Hassan grew up with eight brothers and sisters in a Berber village in the Middle Atlas Mountains. He knows the medina well because he came to Fez like his older siblings to attend university here. He studied English and tourism. He explains the ritual of washing before Islamic prayer and takes us to the Qaraouine Mosque, established in 859, where students trained in logic, math, rhetoric and the Qur’an while Europe stumbled through the Dark Ages. Pope Sylvester II was educated here before he introduced algebra and the modern number system to the world.

The souqs around the mosque are the most prestigious. The Attarine, or spice souq enjoys the closest proximity, selling the once prestigious piles of ochre dust – cinnamon, ginger, paprika, saffron. A man grinds and then sifts the powder like gold. Beside it is the henna souq. Brides are temporarily tattooed for their wedding day, and not to do a lick of housework until the dye has worn away. There’s a cloth market selling pointed Arabian slippers with ornate embroidery. Nobody’s slippers fit and their heels drag the dust and filth of the street. Jelabas (the long robes with the tasseled hoods) come in earth tones and jewel tones and primaries. The dried fruit market is dates and apricots and raisin jewels - amber and onyx. Figs are strung on burlap ropes, pushed together like enormous, flattened pearls. "You must try, you must try!" A vendor coaxes us with handfuls of gleaming dates. Rich is creative with his refusals. "Dates no good for me" (rubbing stomach).

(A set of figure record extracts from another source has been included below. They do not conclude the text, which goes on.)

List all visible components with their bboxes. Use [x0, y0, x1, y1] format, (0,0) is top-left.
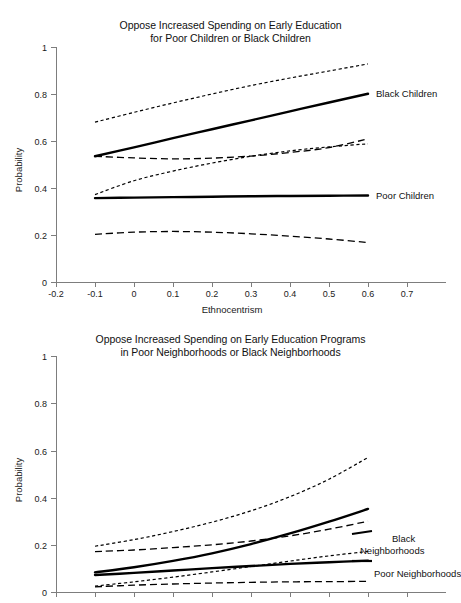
series-label-black-neighborhoods-line-2: Neighborhoods: [360, 545, 425, 556]
y-tick-label: 0.6: [34, 447, 47, 457]
y-tick-label: 0: [42, 278, 47, 288]
series-label-poor-neighborhoods: Poor Neighborhoods: [374, 568, 461, 579]
x-tick-labels-top: -0.2 -0.1 0 0.1 0.2 0.3 0.4 0.5 0.6 0.7: [48, 289, 413, 299]
y-ticks-top: [51, 48, 56, 283]
y-tick-label: 0.8: [34, 90, 47, 100]
curve-poor-children-upper-ci: [95, 139, 368, 159]
x-tick-label: 0.5: [323, 289, 336, 299]
y-tick-label: 0.4: [34, 184, 47, 194]
curve-poor-children: [95, 196, 368, 199]
x-tick-label: -0.1: [87, 289, 103, 299]
y-tick-labels-bottom: 1 0.8 0.6 0.4 0.2 0: [34, 352, 47, 598]
curve-black-neighborhoods-upper-ci: [95, 457, 368, 546]
y-axis-title-top: Probability: [13, 148, 24, 193]
series-label-poor-children: Poor Children: [376, 190, 434, 201]
curve-black-children-upper-ci: [95, 64, 368, 122]
x-tick-label: 0.4: [284, 289, 297, 299]
series-label-black-neighborhoods-line-1: Black: [392, 533, 415, 544]
y-tick-label: 0.2: [34, 541, 47, 551]
chart-panel-top: Oppose Increased Spending on Early Educa…: [0, 0, 461, 320]
series-label-black-children: Black Children: [376, 88, 437, 99]
y-ticks-bottom: [51, 357, 56, 593]
y-tick-label: 0.4: [34, 494, 47, 504]
x-tick-label: 0.3: [245, 289, 258, 299]
x-tick-label: 0.6: [362, 289, 375, 299]
x-tick-label: 0.1: [167, 289, 180, 299]
curve-black-children-lower-ci: [95, 144, 368, 195]
y-tick-label: 0.6: [34, 137, 47, 147]
x-tick-label: 0.2: [206, 289, 219, 299]
y-tick-label: 0.8: [34, 399, 47, 409]
curves-group-top: [95, 64, 368, 243]
y-tick-label: 0: [42, 588, 47, 598]
figure-page: Oppose Increased Spending on Early Educa…: [0, 0, 461, 603]
x-tick-label: -0.2: [48, 289, 64, 299]
y-axis-title-bottom: Probability: [13, 458, 24, 503]
curves-group-bottom: [95, 457, 368, 586]
y-tick-labels-top: 1 0.8 0.6 0.4 0.2 0: [34, 43, 47, 288]
x-axis-title-top: Ethnocentrism: [202, 304, 263, 315]
y-tick-label: 0.2: [34, 231, 47, 241]
curve-poor-neighborhoods-upper-ci: [95, 551, 368, 586]
curve-poor-children-lower-ci: [95, 231, 368, 242]
leader-black-neighborhoods: [352, 531, 372, 534]
chart-panel-bottom: Oppose Increased Spending on Early Educa…: [0, 320, 461, 603]
y-tick-label: 1: [42, 352, 47, 362]
curve-black-neighborhoods-lower-ci: [95, 521, 368, 551]
y-tick-label: 1: [42, 43, 47, 53]
plot-area-top: 1 0.8 0.6 0.4 0.2 0 Probability: [0, 0, 461, 320]
plot-area-bottom: 1 0.8 0.6 0.4 0.2 0 Probability: [0, 320, 461, 603]
x-tick-label: 0: [131, 289, 136, 299]
x-tick-label: 0.7: [401, 289, 414, 299]
curve-black-children: [95, 94, 368, 157]
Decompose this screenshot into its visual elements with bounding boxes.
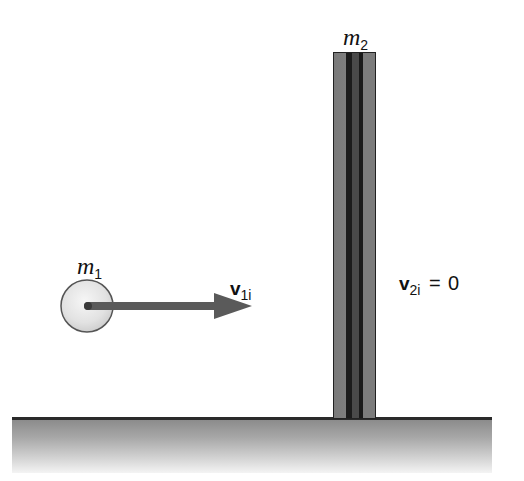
velocity-symbol: v <box>399 273 410 294</box>
ball-and-arrow <box>0 0 524 481</box>
velocity-subscript: 1i <box>241 287 252 303</box>
velocity-value: 0 <box>448 272 459 294</box>
post-velocity-label: v2i = 0 <box>399 273 459 293</box>
mass-subscript: 1 <box>94 266 102 282</box>
ball-mass-label: m1 <box>77 254 102 278</box>
equals-sign: = <box>429 272 441 294</box>
velocity-subscript: 2i <box>410 282 421 298</box>
mass-symbol: m <box>77 253 94 279</box>
post-mass-label: m2 <box>343 25 368 49</box>
collision-diagram: m1 v1i m2 v2i = 0 <box>0 0 524 481</box>
ball-velocity-label: v1i <box>230 279 251 298</box>
velocity-symbol: v <box>230 278 241 299</box>
mass-subscript: 2 <box>360 37 368 53</box>
mass-symbol: m <box>343 24 360 50</box>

Beyond the Place Seffarine, where the metal souq deafens with the pounding of brass cauldrons, there is a place like no other. It’s like looking down at a Roman prison camp. The leather souq and its adjoining tanneries are the oldest in the world. Tanning the hides of sheep, goats, and other unfortunate creatures has not changed here since the 11th century. From a terrace we watch workers stand knee-deep in what appear to be stone vessels, like honeycombs, filled with different coloured liquids, dying the arms and legs of the bony men. Skins are soaked in diluted acidic pigeon excrement or waterlogged wheat husks for suppleness. In the blistering heat workers transfer soaked hides to other vessels containing vegetable dyes – henna, saffron, mint – or pull weighty, wet piles from rinsing machines and pile them onto back-broken donkeys to be transferred to the roofs of the medina for drying. Between the street and this patio is a series of small rooms, intense with the smell of cured leather, hanging like a slaughterhouse with skins and purses and slippers and jackets and cushions. A man tries a medium-sell – asking me which colours I like. Rich’s hushing response: "She’s a vegetarian."

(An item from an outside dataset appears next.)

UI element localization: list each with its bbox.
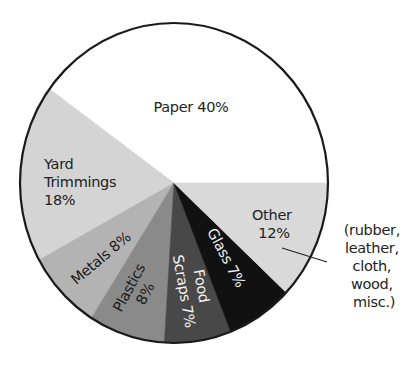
label-paper: Paper 40% [153,99,228,115]
pie-chart: Paper 40% Yard Trimmings 18% Metals 8% P… [0,0,415,365]
annotation-other-contents: (rubber, leather, cloth, wood, misc.) [344,222,405,310]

061999-Sara examimes the walls of Fez's medina.JPG (37566 bytes)
Sara's dwarfed by the crumbling walls of Fez's medina.061999-dark streets of the Fez medina a busy with commerce.JPG (36446 bytes)
The streets of the Fez medina are busy with commerce.061999-the medina streets are only wide enough for donkeys to bring in and take out goods.JPG (37066 bytes)
The medina streets are only wide enough for donkeys to bring in and take out goods.061999-mosque minaret towers over main street in the Fez medina.JPG (18207 bytes)
The Mosque is the central component of every medina, and its minaret can be seen from most streets.061999-cats waste away in the former studying courtyard of the Bou Inania Madrassa.JPG (23175 bytes)
Cats are lean and savvy in the former studying courtyard of the Bou Inania Madrassa.061999-coin slot on medina street for making donations to Zaouia Moulay Idriss II.JPG (31078 bytes)
A coin slot is  for making donations to the tomb of Zaouia Moulay Idriss II.061999-Place Naijarine and its perfect example of Islamic fountain building code - tile, plaste, wood and green tile.JPG (27747 bytes)
Place Naijarine and its perfect example of Islamic fountain building code - tile, plaster and wood.

061999-top wall of courtyard in Madrassa Bou Inania.JPG (25008 bytes)
Walls of the Madrassa Bou Inania include mosaic tiles and stone work.

061999-the famed tannery in the middle of Fez's Medina.JPG (58537 bytes)
Fez's  ancient tannery can be looked down upon from a terrace above.
061999-a few workers dye leathers with saffron on a special rooftop.JPG (33546 bytes)
Workers dye leathers with saffron on a rooftop where they will cure in the sun.